Image: Research shows cardiac PET/CT imaging is effective in detecting coronary calcium (Photo courtesy of Intermountain Medical Center Heart Institute).
A new study shows that cardiac positron emission tomography/computed tomography (PET/CT) imaging is effective in measuring total coronary artery calcification.

Researchers at Intermountain Medical Center Heart Institute (Murray, UT, USA) conducted a study of 658 patients (mean age 67.2 years) who passed a stress test, and who went on to have a clinically indicated regadenoson rubidium-82 PET/CT scan and concurrent coronary artery calcification quantification. Calcium presence and density were measured through an Agatston score, which was defined as mild for a score of 0-10, moderate for a score of 11-299 as moderate, and severe as a score of 300-1,000 as severe. Scores higher than 1,000 were ruled as very severe.

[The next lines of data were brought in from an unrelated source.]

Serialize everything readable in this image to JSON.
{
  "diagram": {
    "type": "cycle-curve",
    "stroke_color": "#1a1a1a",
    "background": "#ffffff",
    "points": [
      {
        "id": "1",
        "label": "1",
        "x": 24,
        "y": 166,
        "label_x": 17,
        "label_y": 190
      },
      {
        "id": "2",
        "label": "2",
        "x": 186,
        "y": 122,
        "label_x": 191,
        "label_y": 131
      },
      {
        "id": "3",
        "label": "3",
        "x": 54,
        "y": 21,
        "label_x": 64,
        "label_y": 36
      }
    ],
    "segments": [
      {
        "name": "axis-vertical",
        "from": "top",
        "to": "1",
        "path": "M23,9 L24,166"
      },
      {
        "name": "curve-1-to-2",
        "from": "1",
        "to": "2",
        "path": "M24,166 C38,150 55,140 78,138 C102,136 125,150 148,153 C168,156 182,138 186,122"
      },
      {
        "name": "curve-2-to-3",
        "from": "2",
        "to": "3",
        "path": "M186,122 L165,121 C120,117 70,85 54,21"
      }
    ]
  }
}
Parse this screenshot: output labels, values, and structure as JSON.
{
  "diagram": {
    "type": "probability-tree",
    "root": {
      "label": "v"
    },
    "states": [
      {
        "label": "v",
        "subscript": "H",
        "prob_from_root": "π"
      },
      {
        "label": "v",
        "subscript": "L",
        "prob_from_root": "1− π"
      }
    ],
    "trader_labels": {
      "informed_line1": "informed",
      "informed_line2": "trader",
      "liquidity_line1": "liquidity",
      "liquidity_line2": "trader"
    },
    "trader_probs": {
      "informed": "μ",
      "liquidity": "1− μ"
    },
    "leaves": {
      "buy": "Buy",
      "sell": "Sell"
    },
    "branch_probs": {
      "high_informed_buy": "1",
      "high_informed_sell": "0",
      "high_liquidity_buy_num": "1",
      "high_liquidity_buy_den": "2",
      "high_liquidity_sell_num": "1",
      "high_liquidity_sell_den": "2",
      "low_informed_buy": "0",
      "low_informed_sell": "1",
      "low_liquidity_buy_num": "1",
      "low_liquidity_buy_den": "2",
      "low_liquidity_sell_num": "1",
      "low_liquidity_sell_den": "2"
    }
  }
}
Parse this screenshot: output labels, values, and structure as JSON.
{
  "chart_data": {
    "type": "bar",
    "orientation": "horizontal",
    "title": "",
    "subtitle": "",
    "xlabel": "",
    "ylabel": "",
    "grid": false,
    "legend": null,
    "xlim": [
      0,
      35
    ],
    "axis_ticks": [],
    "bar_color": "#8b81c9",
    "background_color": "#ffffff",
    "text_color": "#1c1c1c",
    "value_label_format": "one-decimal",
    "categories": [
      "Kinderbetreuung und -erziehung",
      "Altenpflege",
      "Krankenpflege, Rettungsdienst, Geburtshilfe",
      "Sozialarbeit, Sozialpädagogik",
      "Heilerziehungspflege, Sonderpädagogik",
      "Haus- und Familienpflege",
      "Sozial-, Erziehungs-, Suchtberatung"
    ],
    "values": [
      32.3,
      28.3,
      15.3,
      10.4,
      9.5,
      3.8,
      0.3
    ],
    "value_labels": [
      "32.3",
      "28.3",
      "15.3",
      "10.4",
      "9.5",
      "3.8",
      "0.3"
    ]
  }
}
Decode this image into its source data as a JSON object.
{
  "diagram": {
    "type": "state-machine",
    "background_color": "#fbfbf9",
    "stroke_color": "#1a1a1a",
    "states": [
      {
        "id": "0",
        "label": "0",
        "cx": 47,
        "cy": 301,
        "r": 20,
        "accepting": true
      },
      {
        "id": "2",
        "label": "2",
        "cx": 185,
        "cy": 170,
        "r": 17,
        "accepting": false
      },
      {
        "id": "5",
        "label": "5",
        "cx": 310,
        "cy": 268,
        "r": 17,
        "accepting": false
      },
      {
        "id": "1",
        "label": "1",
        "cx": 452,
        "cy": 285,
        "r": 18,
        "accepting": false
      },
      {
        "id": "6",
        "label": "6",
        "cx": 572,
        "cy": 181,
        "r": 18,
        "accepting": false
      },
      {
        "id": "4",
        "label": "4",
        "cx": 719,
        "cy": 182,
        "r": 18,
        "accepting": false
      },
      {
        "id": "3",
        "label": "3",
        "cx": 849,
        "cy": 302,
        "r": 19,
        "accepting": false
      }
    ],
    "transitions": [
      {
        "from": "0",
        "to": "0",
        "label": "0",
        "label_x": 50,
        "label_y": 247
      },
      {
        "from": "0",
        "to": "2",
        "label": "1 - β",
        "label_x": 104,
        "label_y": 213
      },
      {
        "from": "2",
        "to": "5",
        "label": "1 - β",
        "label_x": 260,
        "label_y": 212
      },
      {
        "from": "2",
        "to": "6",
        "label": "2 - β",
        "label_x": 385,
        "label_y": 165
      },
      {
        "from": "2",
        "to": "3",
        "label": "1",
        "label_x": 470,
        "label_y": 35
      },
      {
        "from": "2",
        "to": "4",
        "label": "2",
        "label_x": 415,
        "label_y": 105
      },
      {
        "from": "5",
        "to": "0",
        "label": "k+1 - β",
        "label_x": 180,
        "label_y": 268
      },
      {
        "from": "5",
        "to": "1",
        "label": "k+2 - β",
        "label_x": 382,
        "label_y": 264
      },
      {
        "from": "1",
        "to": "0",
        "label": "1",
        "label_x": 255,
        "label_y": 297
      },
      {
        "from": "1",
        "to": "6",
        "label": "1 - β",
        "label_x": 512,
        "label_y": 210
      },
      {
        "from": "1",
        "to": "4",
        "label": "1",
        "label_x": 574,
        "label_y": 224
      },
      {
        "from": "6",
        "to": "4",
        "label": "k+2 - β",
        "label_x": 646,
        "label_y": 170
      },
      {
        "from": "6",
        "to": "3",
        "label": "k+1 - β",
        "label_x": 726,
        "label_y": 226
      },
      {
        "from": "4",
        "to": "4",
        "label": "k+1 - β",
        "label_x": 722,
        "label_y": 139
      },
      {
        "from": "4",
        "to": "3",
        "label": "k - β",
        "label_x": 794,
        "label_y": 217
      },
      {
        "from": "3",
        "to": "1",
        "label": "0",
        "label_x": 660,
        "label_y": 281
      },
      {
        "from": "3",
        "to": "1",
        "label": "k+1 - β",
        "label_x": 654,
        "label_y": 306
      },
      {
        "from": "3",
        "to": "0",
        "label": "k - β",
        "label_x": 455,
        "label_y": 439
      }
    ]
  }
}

The results showed a significant correlation between the amount of calcium and the occurrence of cardiac events; 3.88% of the patients with moderate calcification, 5.26% of the patients with severe calcification, and 7.14% of the patients with very severe calcification had a cardiac event within a year. In all, 16.28% of patients with coronary artery calcification suffered a cardiac event during the study period. The 33 patients (5%) with no or mild calcification had no cardiac events. The study was presented at the American Heart Association (AHA) annual meeting, held during November 2016 in New Orleans (LA, USA).

“People say 'I'm good -they gave me a stress test', but it doesn't tell the whole story. The story it tells is that on that day your engine - your heart - passed the test. Some of these people die within a year from a heart attack,” said lead author and study presenter Viet Le, MPAS. “Cardiac PET provides so much more for so much less radiation exposure, and with CT we can get anatomical imaging on a scanner that also gives us functional imaging.”

PET is a nuclear medicine imaging technique that produces a three-dimensional (3D) image of functional processes in the body. The system detects pairs of gamma rays emitted indirectly by a positron-emitting radionuclide tracer. Tracer concentrations within the body are then reconstructed in 3D by computer analysis. In modern PET-CT scanners, 3D imaging is often accomplished with the aid of a CT X-ray scan performed on the patient during the same session, in the same machine.